When it comes to Trump’s personality, even the President’s fiercest defenders disapprove of his character. “I think he’s a narcissist,” Stern said. “What he has accomplished is excellent, but he’s not the personality or the person I would prefer as president of the United States.”

Another supporter flat out said, “I think Trump is a terrible, awful human being.”

He can also be a bit thin-skinned. When one Jewish Republican criticized Trump, he later found out the President personally wiped his name from the annual White House Hanukkah party list.
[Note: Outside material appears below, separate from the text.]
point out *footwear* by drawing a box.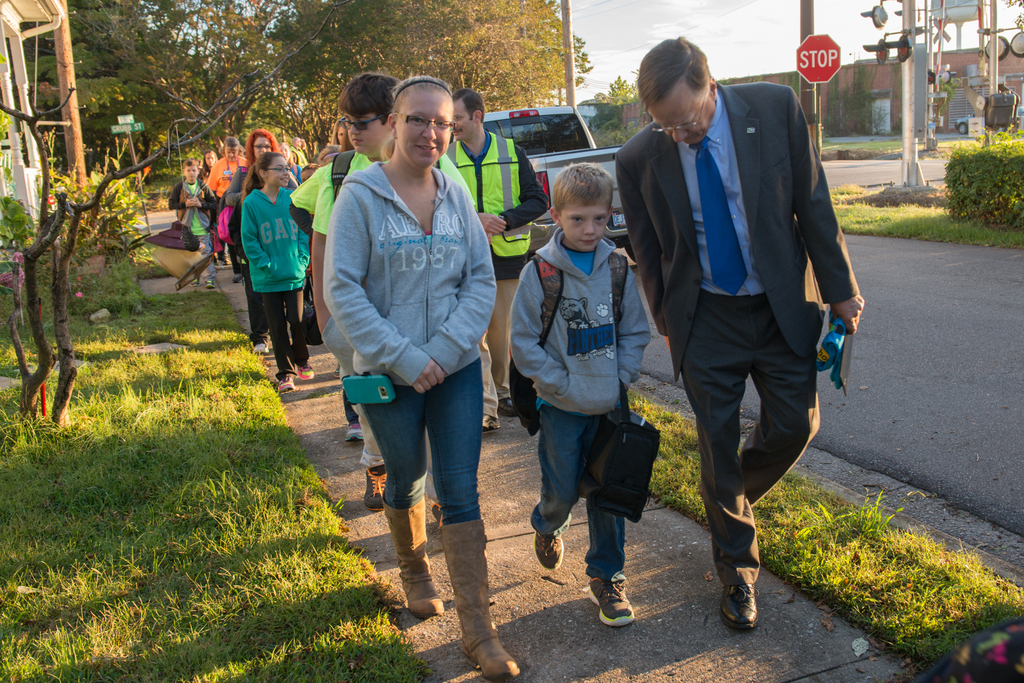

Still, it didn’t deter him.

That’s because, he said, nothing constitutes a bigger turn-off — or threat — to Jewish Republicans than the ascendant progressive left which they view as antisemitic, anti-Israel, and, well, anti-American.

A few of them warned that if Trump were to eke out a victory on Tuesday it could be read as a repudiation of the chaos and unrest that filled the streets of American cities over the summer. “Everyone was equally appalled by the murder of George Floyd,” one of them told me. “That doesn’t justify burning down buildings, threatening communities or looting.”

Also on their list of grievances against Democrats, Jewish Republicans were incensed by the Mueller probe, the subsequent impeachment and what they consider unfair treatment of Trump’s Supreme Court nominees.

It’s enough fuel to drive both Democrats and Republicans to the polls in record numbers on Tuesday.

And if there’s anything both sides share, it’s fear and anxiety around the outcome of the contest, the integrity of the process, and the uncertainty of its aftermath.

“I’m hoping that whoever wins, the other party understands that this is the vote of the people and that’s what America is about,” Stern said. “I don’t want to hear, ‘He isn’t my president,’ whether it’s Biden or whether it’s Trump. I find that to be disgusting.”

In 2020, if Trump Jews and their critics have anything in common, it’s being on edge.